What was unique about the way Mt St Helens erupted?

A thermal shock wave zipped across the land before a tsunami of debris, cooking at 660 degrees Fahrenheit, traveled 17 miles from the summit in just three minutes. It destroyed 230 square miles of forested land: trees within six miles were obliterated; those farther out were knocked down and seared.

What went wrong Mount St. Helens?

A massive debris avalanche, triggered by a magnitude 5.1 earthquake, caused a lateral eruption that reduced the elevation of the mountain’s summit from 9,677 ft (2,950 m) to 8,363 ft (2,549 m), leaving a 1 mile (1.6 km) wide horseshoe-shaped crater. The debris avalanche was 0.6 cubic miles (2.5 km3) in volume.

What were three effects that the eruption of St Helens had on the surrounding environment?

Helens’ vicitims died by asphyxiation from inhaling hot volcanic ash, and some by thermal and other injuries.

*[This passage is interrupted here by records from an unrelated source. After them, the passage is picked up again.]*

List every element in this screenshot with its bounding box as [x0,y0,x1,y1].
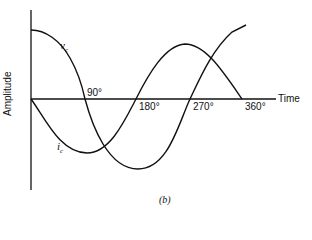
vc-label: vc [60,40,68,55]
y-axis-label: Amplitude [2,72,13,116]
tick-270: 270° [193,102,214,112]
x-axis-label: Time [278,94,300,104]
ic-label: ic [57,141,63,156]
figure-caption: (b) [159,195,171,205]
tick-180: 180° [139,102,160,112]
tick-90: 90° [87,88,102,98]
tick-360: 360° [245,102,266,112]
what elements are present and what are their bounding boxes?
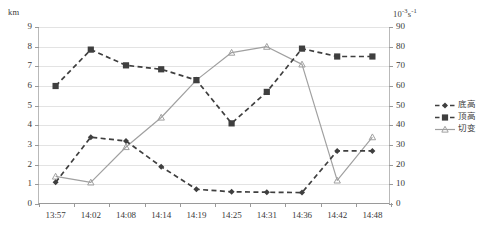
chart-figure: km 10-3s-1 底高顶高切变 0011022033044055066077… xyxy=(0,0,493,237)
data-point-marker xyxy=(193,186,199,192)
legend-item-3[interactable]: 切变 xyxy=(434,121,492,132)
data-point-marker xyxy=(334,148,340,154)
data-point-marker xyxy=(369,53,375,59)
data-point-marker xyxy=(264,89,270,95)
series-line xyxy=(56,49,373,124)
series-2 xyxy=(53,46,376,127)
right-axis-tick-label: 10 xyxy=(396,179,422,188)
data-point-marker xyxy=(334,53,340,59)
right-axis-tick-label: 20 xyxy=(396,160,422,169)
series-line xyxy=(56,137,373,192)
data-point-marker xyxy=(193,77,199,83)
legend-item-2[interactable]: 顶高 xyxy=(434,109,492,120)
right-axis-tick-label: 70 xyxy=(396,61,422,70)
legend-swatch-square-icon xyxy=(434,109,456,120)
data-point-marker xyxy=(88,47,94,53)
data-point-marker xyxy=(442,103,448,109)
legend-item-1[interactable]: 底高 xyxy=(434,97,492,108)
data-point-marker xyxy=(369,134,375,140)
right-axis-tick-label: 0 xyxy=(396,199,422,208)
right-axis-tick-label: 60 xyxy=(396,81,422,90)
series-line xyxy=(56,47,373,183)
left-axis-tick-label: 3 xyxy=(6,140,32,149)
chart-legend: 底高顶高切变 xyxy=(434,97,492,133)
legend-label: 切变 xyxy=(458,121,476,133)
data-point-marker xyxy=(158,66,164,72)
data-point-marker xyxy=(53,83,59,89)
legend-swatch-diamond-icon xyxy=(434,97,456,108)
data-point-marker xyxy=(123,62,129,68)
right-axis-tick-label: 80 xyxy=(396,42,422,51)
left-axis-tick-label: 2 xyxy=(6,160,32,169)
right-axis-tick-label: 50 xyxy=(396,101,422,110)
legend-swatch-triangle-icon xyxy=(434,121,456,132)
x-axis-tick-label: 14:48 xyxy=(351,211,393,220)
right-axis-tick-label: 30 xyxy=(396,140,422,149)
left-axis-tick-label: 9 xyxy=(6,22,32,31)
data-point-marker xyxy=(442,114,448,120)
data-point-marker xyxy=(299,46,305,52)
left-axis-tick-label: 6 xyxy=(6,81,32,90)
left-axis-tick-label: 1 xyxy=(6,179,32,188)
data-point-marker xyxy=(369,148,375,154)
data-point-marker xyxy=(229,120,235,126)
left-axis-tick-label: 7 xyxy=(6,61,32,70)
right-axis-tick-label: 90 xyxy=(396,22,422,31)
legend-label: 底高 xyxy=(458,97,476,109)
left-axis-tick-label: 0 xyxy=(6,199,32,208)
right-axis-tick-label: 40 xyxy=(396,120,422,129)
left-axis-tick-label: 8 xyxy=(6,42,32,51)
data-point-marker xyxy=(229,189,235,195)
legend-label: 顶高 xyxy=(458,109,476,121)
data-point-marker xyxy=(264,189,270,195)
left-axis-tick-label: 4 xyxy=(6,120,32,129)
left-axis-tick-label: 5 xyxy=(6,101,32,110)
series-1 xyxy=(53,134,376,195)
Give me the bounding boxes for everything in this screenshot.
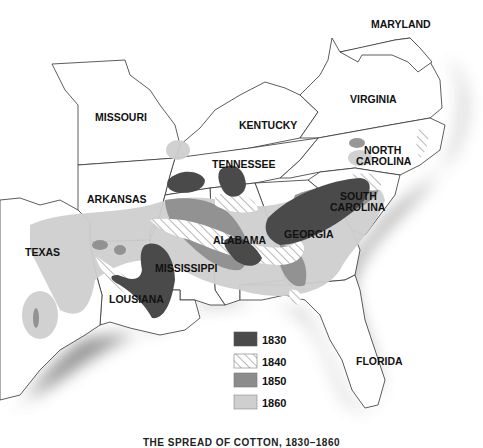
label-texas: TEXAS — [25, 246, 60, 258]
label-virginia: VIRGINIA — [350, 93, 397, 105]
label-north-carolina-2: CAROLINA — [356, 155, 412, 167]
legend-label-1830: 1830 — [262, 334, 286, 346]
legend-item-1850: 1850 — [234, 373, 286, 387]
label-south-carolina-2: CAROLINA — [330, 201, 386, 213]
label-kentucky: KENTUCKY — [239, 119, 297, 131]
legend-swatch-1830 — [234, 332, 257, 346]
label-louisiana: LOUSIANA — [109, 293, 164, 305]
legend-label-1850: 1850 — [262, 375, 286, 387]
map-caption: THE SPREAD OF COTTON, 1830–1860 — [0, 437, 483, 448]
legend-item-1830: 1830 — [234, 332, 286, 346]
label-tennessee: TENNESSEE — [212, 158, 276, 170]
label-missouri: MISSOURI — [95, 111, 147, 123]
label-maryland: MARYLAND — [371, 18, 431, 30]
legend: 1830 1840 1850 1860 — [234, 332, 286, 409]
legend-label-1840: 1840 — [262, 356, 286, 368]
legend-swatch-1840 — [234, 354, 257, 368]
legend-label-1860: 1860 — [262, 397, 286, 409]
label-georgia: GEORGIA — [284, 228, 334, 240]
label-mississippi: MISSISSIPPI — [155, 262, 218, 274]
legend-swatch-1860 — [234, 395, 257, 409]
label-florida: FLORIDA — [356, 355, 403, 367]
label-alabama: ALABAMA — [213, 234, 266, 246]
legend-swatch-1850 — [234, 373, 257, 387]
legend-item-1860: 1860 — [234, 395, 286, 409]
legend-item-1840: 1840 — [234, 354, 286, 368]
label-arkansas: ARKANSAS — [87, 193, 147, 205]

The lateral blast, debris avalanche, mudflows, and flooding caused extensive damage to land and civil works. All buildings and related manmade structures in the vicinity of Spirit Lake were buried.

What happened during St Helens eruption?

Mount St. Helens’ volcanic cone was completely blasted away and replaced by a horseshoe-shaped crater–the mountain lost 1,700 feet from the eruption. The volcano produced five smaller explosive eruptions during the summer and fall of 1980 and remains active today.

What types of volcanic hazards occurred during the 1980 eruption of Mount St. Helens?

News archive. Ten years ago, on May 18, 1980, Mount St. Helens volcano erupted cataclysmically, producing a huge debris avalanche, an explosive, laterally direction “blast”, lahars, and a Plinian eruption column. This powerful eruption had a profound impact on the Pacific Northwest – and on volcano studies as well.

How much of Mount St. Helens was blown off during the 1980 eruption?

1980: Washington state’s Mount St. Helens volcano explodes in a cataclysm that pulverizes its top 1,300 feet, deforests nearby valleys, sends ash 12 miles into the air and kills 57 people.

What tectonic plates caused Mount St. Helens eruption?

In Mount St. Helens’ case, an oceanic plate called Juan de Fuca slips under the North American plate, creating the Cascadia subduction zone. A continental arc brews adjacent to the subduction zone, where high pressures and hot temperatures force molten rock to the surface. The result is a chain of volcanoes.

What are main causes of the eruption?

Although there are several factors triggering a volcanic eruption, three predominate: the buoyancy of the magma, the pressure from the exsolved gases in the magma and the injection of a new batch of magma into an already filled magma chamber. What follows is a brief description of these processes.

What type of volcano is Mount St. Helens and what caused the explosion quizlet?

What type of volcano is Mount St. Helens and what caused the explosion? It is a strato-volcano that exploded when trapped gasses were quickly released. The most violent volcanic eruptions occur when gasses cannot easily escape from the magma.

What type of volcano is Mount St. Helens and what caused the explosion?

Mount St. Helens, a stratovolcano or composite volcano located in Washington State, USA (46.2º latitude north, 122.2º longitude west,) erupted violently on the Sunday morning of May 18th 1980 at precisely 8:32.

How does the May 18 1980 eruption of Mount St. Helens compare to a typical eruption?

Considered barely “very large,” the eruption of Mount St. Helens in May 1980 was smaller than most other “very large” eruptions within the past 10,000 years and much smaller than the enormous caldera-forming eruptions–which would rate VEl’s of 8–that took place earlier than 10,000 years ago.

How does the May 18 1980 eruption of Mount St. Helens compare to a typical eruption of Hawaii’s Kilauea volcano?

Mount St. Helens’ magma is inherently more explosive than the Kīlauea magma: it has more water in it than Kīlauea magma, and is delivered to the surface at a higher pressure because of higher magma viscosity. So Mount St. Helens tends to have explosive eruptions and Kīlaueaa eruptions are generally non-explosive.